"alternative fixed points" are called "principles" for me: when people ask me what my goals are and I tell them that I'm not a goal-oriented guy they drown in disbelief.
When I left the path of working for a company as an employee 5 years ago I didn't have specific goals in mind: I just had a list of things I didn't want to do anymore.
Positive psychology is overrated: too many people get stuck because they can't aim toward positive and constructive goals from the get go.
Embracing what sucks about your current situation is as important (if not more) than having that inspirational outlook that everybody seems to be looking out for before doing "the jump".
It's like inspiration for artists: it's never going to magically hit you unless you do the work first.

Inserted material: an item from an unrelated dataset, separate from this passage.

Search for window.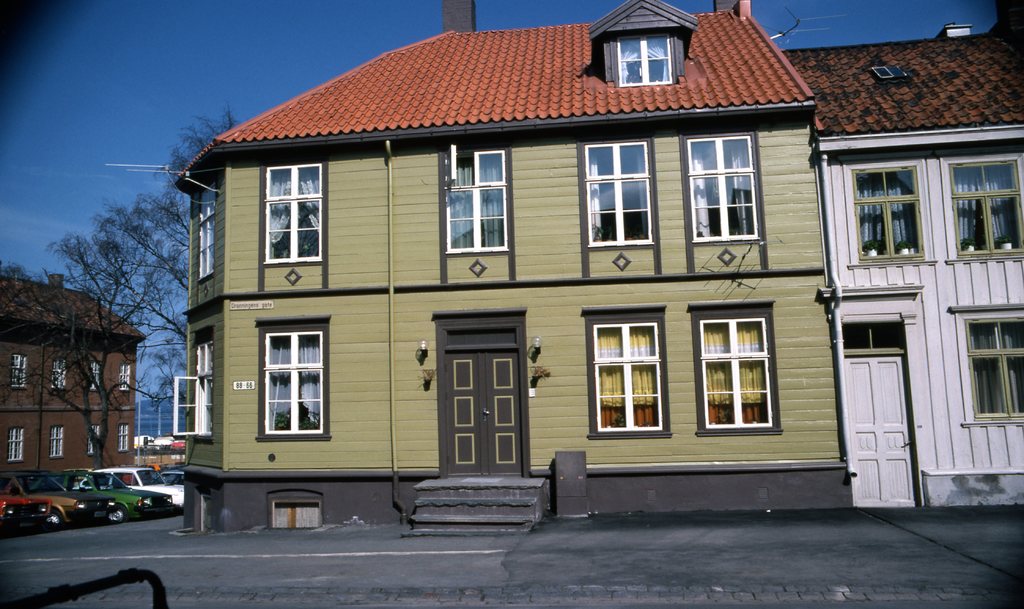
Found at [x1=194, y1=181, x2=224, y2=288].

Over time my "list of things I didn't want to do anymore" became a set of principles, neither positive or negative: so I went from "I don't wanna go to the office every day anymore" or "I don't wanna do project management work anymore" to finding ways to make it happen.
I didn't know that becoming an independent consultant could be a way of doing that: at first I struggled because I thought I just needed to be careful about which company I would end up working as an employee, because that was my mental model of how work should be done.

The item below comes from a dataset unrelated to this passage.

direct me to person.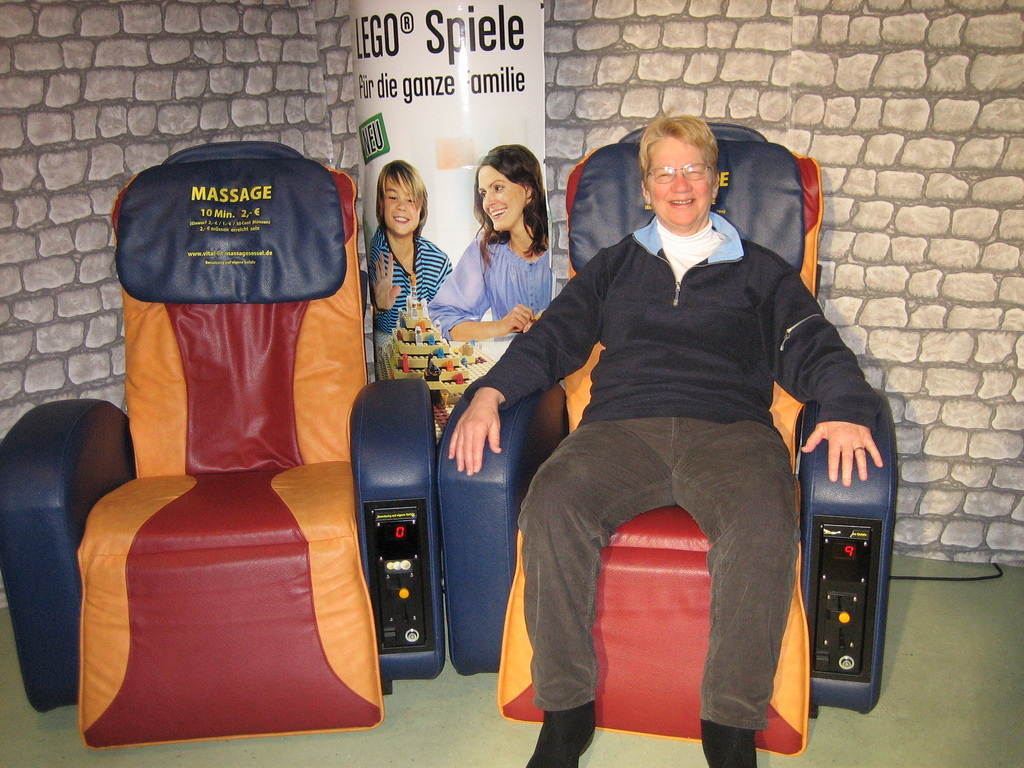
Direction: bbox(422, 146, 561, 348).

Given a solid set of principles, goals are of secondary importance and might shift over time, some might even be abandoned — that goes against a lot of advice and narrative that's out there and I realize that by the looks people give me any time I say to someone that I ended up doing what I do now "accidentally" and "without goals" (it's not false modesty, it's just that life is messy and a clean checklist of goals most likely won't help you).
"alternative fixed points" are called "principles" for me: when people ask me what my goals are and I tell them that I'm not a goal-oriented guy they drown in disbelief.

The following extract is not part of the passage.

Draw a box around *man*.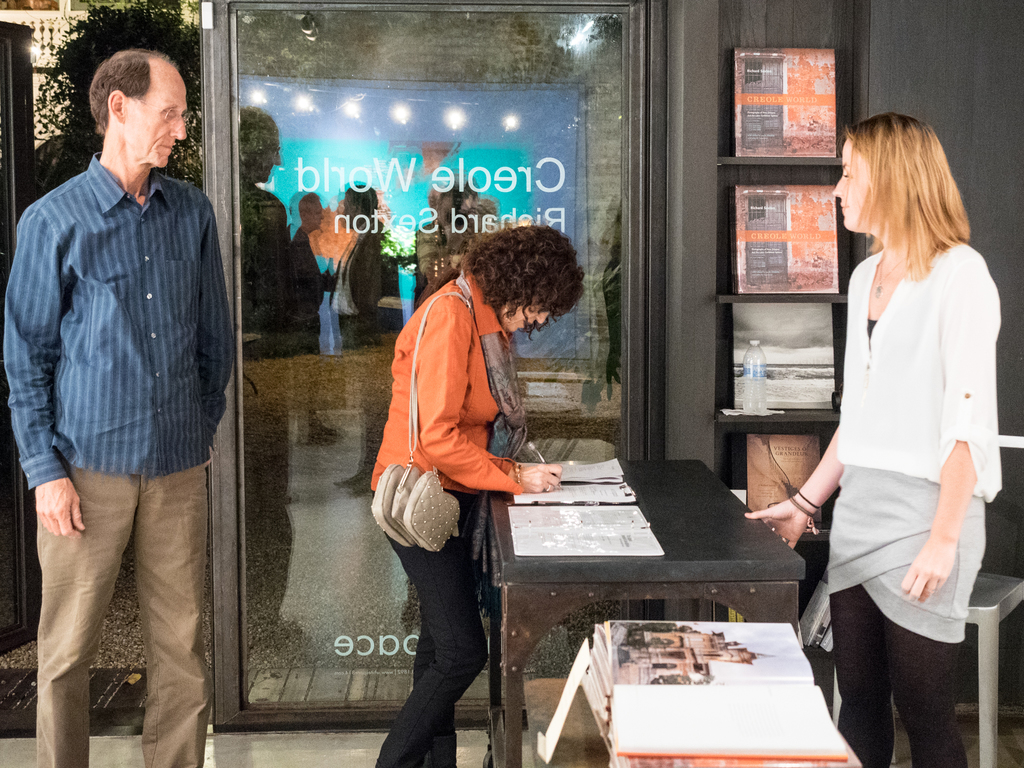
locate(0, 39, 243, 767).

When I left the path of working for a company as an employee 5 years ago I didn't have specific goals in mind: I just had a list of things I didn't want to do anymore.
Positive psychology is overrated: too many people get stuck because they can't aim toward positive and constructive goals from the get go.
Embracing what sucks about your current situation is as important (if not more) than having that inspirational outlook that everybody seems to be looking out for before doing "the jump".
It's like inspiration for artists: it's never going to magically hit you unless you do the work first.
Over time my "list of things I didn't want to do anymore" became a set of principles, neither positive or negative: so I went from "I don't wanna go to the office every day anymore" or "I don't wanna do project management work anymore" to finding ways to make it happen.
I didn't know that becoming an independent consultant could be a way of doing that: at first I struggled because I thought I just needed to be careful about which company I would end up working as an employee, because that was my mental model of how work should be done.
Given a solid set of principles, goals are of secondary importance and might shift over time, some might even be abandoned — that goes against a lot of advice and narrative that's out there and I realize that by the looks people give me any time I say to someone that I ended up doing what I do now "accidentally" and "without goals" (it's not false modesty, it's just that life is messy and a clean checklist of goals most likely won't help you).